**INFORMATION SHOWN**:

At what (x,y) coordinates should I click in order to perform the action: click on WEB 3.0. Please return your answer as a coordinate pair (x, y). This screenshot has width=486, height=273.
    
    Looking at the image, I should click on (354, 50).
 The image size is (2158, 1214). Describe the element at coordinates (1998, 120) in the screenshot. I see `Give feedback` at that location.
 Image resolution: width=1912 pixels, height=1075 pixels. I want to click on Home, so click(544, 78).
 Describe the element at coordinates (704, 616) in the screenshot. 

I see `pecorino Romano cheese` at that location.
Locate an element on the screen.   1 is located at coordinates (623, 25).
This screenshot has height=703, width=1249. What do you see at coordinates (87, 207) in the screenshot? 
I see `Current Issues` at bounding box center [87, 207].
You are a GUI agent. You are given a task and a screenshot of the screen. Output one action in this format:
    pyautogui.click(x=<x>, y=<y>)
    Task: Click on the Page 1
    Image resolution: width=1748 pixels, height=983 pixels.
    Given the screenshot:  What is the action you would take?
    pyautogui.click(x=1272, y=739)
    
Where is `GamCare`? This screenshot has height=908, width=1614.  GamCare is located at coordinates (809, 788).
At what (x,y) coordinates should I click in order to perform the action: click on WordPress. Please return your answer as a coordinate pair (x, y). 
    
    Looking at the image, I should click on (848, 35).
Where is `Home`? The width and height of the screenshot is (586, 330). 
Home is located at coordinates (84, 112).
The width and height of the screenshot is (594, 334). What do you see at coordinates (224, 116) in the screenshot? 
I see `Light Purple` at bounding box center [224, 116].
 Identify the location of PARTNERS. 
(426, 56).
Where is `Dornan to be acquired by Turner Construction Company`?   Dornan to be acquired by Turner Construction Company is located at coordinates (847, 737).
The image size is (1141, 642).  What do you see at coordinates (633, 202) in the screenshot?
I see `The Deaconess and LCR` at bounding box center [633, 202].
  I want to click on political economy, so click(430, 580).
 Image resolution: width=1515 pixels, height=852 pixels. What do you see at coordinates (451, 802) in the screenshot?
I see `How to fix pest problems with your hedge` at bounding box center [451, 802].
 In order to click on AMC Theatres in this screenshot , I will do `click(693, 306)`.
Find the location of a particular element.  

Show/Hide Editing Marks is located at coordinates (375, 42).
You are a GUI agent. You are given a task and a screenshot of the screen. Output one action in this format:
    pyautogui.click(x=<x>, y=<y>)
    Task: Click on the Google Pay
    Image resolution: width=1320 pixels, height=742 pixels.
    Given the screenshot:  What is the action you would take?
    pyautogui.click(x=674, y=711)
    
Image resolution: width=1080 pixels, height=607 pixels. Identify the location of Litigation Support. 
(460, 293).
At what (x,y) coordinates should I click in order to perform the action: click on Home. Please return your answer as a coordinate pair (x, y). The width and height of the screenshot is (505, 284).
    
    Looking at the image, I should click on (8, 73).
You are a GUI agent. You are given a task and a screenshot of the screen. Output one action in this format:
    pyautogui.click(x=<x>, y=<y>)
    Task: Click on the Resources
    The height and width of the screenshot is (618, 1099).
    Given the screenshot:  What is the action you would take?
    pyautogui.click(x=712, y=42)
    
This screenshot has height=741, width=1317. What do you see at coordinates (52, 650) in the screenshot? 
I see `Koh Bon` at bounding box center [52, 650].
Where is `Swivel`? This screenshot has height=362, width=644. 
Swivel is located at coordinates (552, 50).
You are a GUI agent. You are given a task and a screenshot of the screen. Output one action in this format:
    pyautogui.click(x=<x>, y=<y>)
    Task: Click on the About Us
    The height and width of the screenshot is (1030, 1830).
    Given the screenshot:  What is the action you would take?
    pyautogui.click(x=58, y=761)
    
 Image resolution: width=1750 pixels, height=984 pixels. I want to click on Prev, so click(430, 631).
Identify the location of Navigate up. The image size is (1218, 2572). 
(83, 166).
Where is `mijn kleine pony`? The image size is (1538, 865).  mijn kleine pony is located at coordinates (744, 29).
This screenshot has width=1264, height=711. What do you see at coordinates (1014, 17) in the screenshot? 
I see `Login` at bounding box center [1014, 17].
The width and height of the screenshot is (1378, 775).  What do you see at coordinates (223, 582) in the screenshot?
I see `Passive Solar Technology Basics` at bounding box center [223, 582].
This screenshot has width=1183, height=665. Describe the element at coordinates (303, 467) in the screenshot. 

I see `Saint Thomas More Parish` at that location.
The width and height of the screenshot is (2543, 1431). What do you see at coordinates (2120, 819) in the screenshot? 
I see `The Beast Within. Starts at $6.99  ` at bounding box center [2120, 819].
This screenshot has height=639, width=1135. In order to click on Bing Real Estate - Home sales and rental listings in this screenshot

**WHAT IS REQUIRED**:
For this exercise, copy the lines from the one that contains "The width and height of the screenshot is (1378, 775)." through the last line of the records, exactly and only those.

**REPLY**:
The width and height of the screenshot is (1378, 775).  What do you see at coordinates (223, 582) in the screenshot?
I see `Passive Solar Technology Basics` at bounding box center [223, 582].
This screenshot has width=1183, height=665. Describe the element at coordinates (303, 467) in the screenshot. 

I see `Saint Thomas More Parish` at that location.
The width and height of the screenshot is (2543, 1431). What do you see at coordinates (2120, 819) in the screenshot? 
I see `The Beast Within. Starts at $6.99  ` at bounding box center [2120, 819].
This screenshot has height=639, width=1135. In order to click on Bing Real Estate - Home sales and rental listings in this screenshot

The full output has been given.